Calling external function affects all instances of object

I’m attempting to have a bullet deal damage to an object. Right now I have the bullet call a function from the object it collides with to reduce that objects “health” by a set amount. But whenever a bullet collides with an instance of the object, all of the instances have their “health” reduced. After some debugging it looks like the function only runs one time (ie, only the single object’s script is actually called) but that single call is altering the “health” variable on all of its siblings. How can I change this so it only alters the single object the bullet collides with?

bullet script:

public class bulletStats : MonoBehaviour {
    public float damage;
    // Use this for initialization
    void Start () {
        damage = 5;
    }

    private void OnTriggerEnter(Collider other)
    {
        if (other.transform.tag == "enemy")
        {
            other.GetComponent<enemyHealth>().takeDamage(damage);
            Destroy(gameObject);
        }
    }
...

health script:

public class enemyHealth : MonoBehaviour {
    public float health;
  
    //damage the enemy
    public void takeDamage(float damage)
    {
        health = health - damage;
        Debug.Log("Hit me, baby, one more time!");
    }
...

What happens if you start each object out with a unique health value, say one with 10 points, one with 11 points, then apply one point of damage?

The script is still called for each object, lowering each object’s health by the same value (100 became 90, 60 became 50. 80 became 70, etc).

Weird. Nothing in your code points to this problem. Here are some common causes you might find somewhere else.

  • A misuse of static somewhere.
  • Checking for input in Update on every instance.

I don’t see either of those in your scripts, but they might be hidden somewhere else?

Nothing in Update changes the “health” variable and I haven’t made anything static as far as I can tell.
other.GetComponent should only be retrieving information from the instance it detects, right?

Correct. How many times is the debug message being shown per collision?

Six times, the same number of instances in the scene. It scales with the number of instances, that is how I know its calling it for each instance

Something appears to be wrong with OnTriggerEnter. I add a debug log to the bullet script and it is being called for each instance whenever the bullet hits the object.

Solved: My colliders were outrageously large for some reason, the bullet was actually colliding with everything at once

2 Likes

Glad you got it solved. I’ll add that to my list for the next person.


(WHAT THE TASK ASKS): Copy every line from the records below that holds the word "Russia".

(DATA PROVIDED):
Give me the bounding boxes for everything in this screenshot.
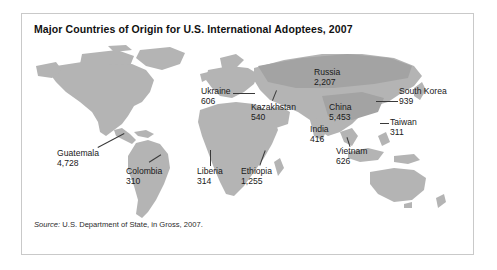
source-note: Source: U.S. Department of State, in Gro… <box>34 220 203 229</box>
madagascar <box>274 158 284 176</box>
north-america <box>50 62 154 136</box>
label-name: China <box>329 102 351 112</box>
figure-panel: Major Countries of Origin for U.S. Inter… <box>21 13 474 255</box>
label-value: 540 <box>251 113 296 123</box>
label-name: Taiwan <box>390 117 417 127</box>
map-label-ethiopia: Ethiopia 1,255 <box>241 167 272 187</box>
label-value: 1,255 <box>241 177 272 187</box>
map-label-colombia: Colombia 310 <box>126 167 162 187</box>
page-title: Major Countries of Origin for U.S. Inter… <box>34 23 353 35</box>
label-value: 4,728 <box>57 159 99 169</box>
label-value: 939 <box>399 97 447 107</box>
label-value: 311 <box>390 128 417 138</box>
map-label-south-korea: South Korea 939 <box>399 87 447 107</box>
label-name: Ukraine <box>201 86 231 96</box>
leader-liberia <box>210 150 211 166</box>
label-name: Russia <box>314 67 340 77</box>
label-value: 5,453 <box>329 113 351 123</box>
map-label-liberia: Liberia 314 <box>197 167 223 187</box>
label-value: 2,207 <box>314 78 340 88</box>
world-map: Russia 2,207 Ukraine 606 Kazakhstan 540 … <box>22 44 473 219</box>
new-guinea <box>394 154 420 164</box>
map-label-vietnam: Vietnam 626 <box>336 147 367 167</box>
map-label-india: India 416 <box>310 125 329 145</box>
label-name: Vietnam <box>336 146 367 156</box>
greenland <box>136 47 185 70</box>
label-name: Liberia <box>197 166 223 176</box>
caribbean <box>134 130 154 138</box>
label-name: Kazakhstan <box>251 102 296 112</box>
label-name: South Korea <box>399 86 447 96</box>
map-label-kazakhstan: Kazakhstan 540 <box>251 103 296 123</box>
map-label-taiwan: Taiwan 311 <box>390 118 417 138</box>
map-label-russia: Russia 2,207 <box>314 68 340 88</box>
label-value: 416 <box>310 135 329 145</box>
map-label-china: China 5,453 <box>329 103 351 123</box>
map-label-guatemala: Guatemala 4,728 <box>57 149 99 169</box>
map-label-ukraine: Ukraine 606 <box>201 87 231 107</box>
label-name: India <box>310 124 329 134</box>
label-name: Guatemala <box>57 148 99 158</box>
source-prefix: Source: <box>34 220 60 229</box>
scandinavia <box>220 54 244 68</box>
label-name: Colombia <box>126 166 162 176</box>
label-value: 626 <box>336 157 367 167</box>
label-value: 606 <box>201 97 231 107</box>
tasmania <box>404 202 412 208</box>
label-name: Ethiopia <box>241 166 272 176</box>
leader-ukraine <box>233 93 255 94</box>
new-zealand <box>436 194 446 208</box>
label-value: 314 <box>197 177 223 187</box>
source-text: U.S. Department of State, in Gross, 2007… <box>60 220 203 229</box>
leader-south-korea <box>376 101 398 102</box>
leader-taiwan <box>380 123 389 124</box>
philippines <box>378 132 390 146</box>
australia <box>370 168 426 202</box>
label-value: 310 <box>126 177 162 187</box>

(FINISHED TASK):
label-name: Russia <box>314 67 340 77</box>
world-map: Russia 2,207 Ukraine 606 Kazakhstan 540 … <box>22 44 473 219</box>
map-label-russia: Russia 2,207 <box>314 68 340 88</box>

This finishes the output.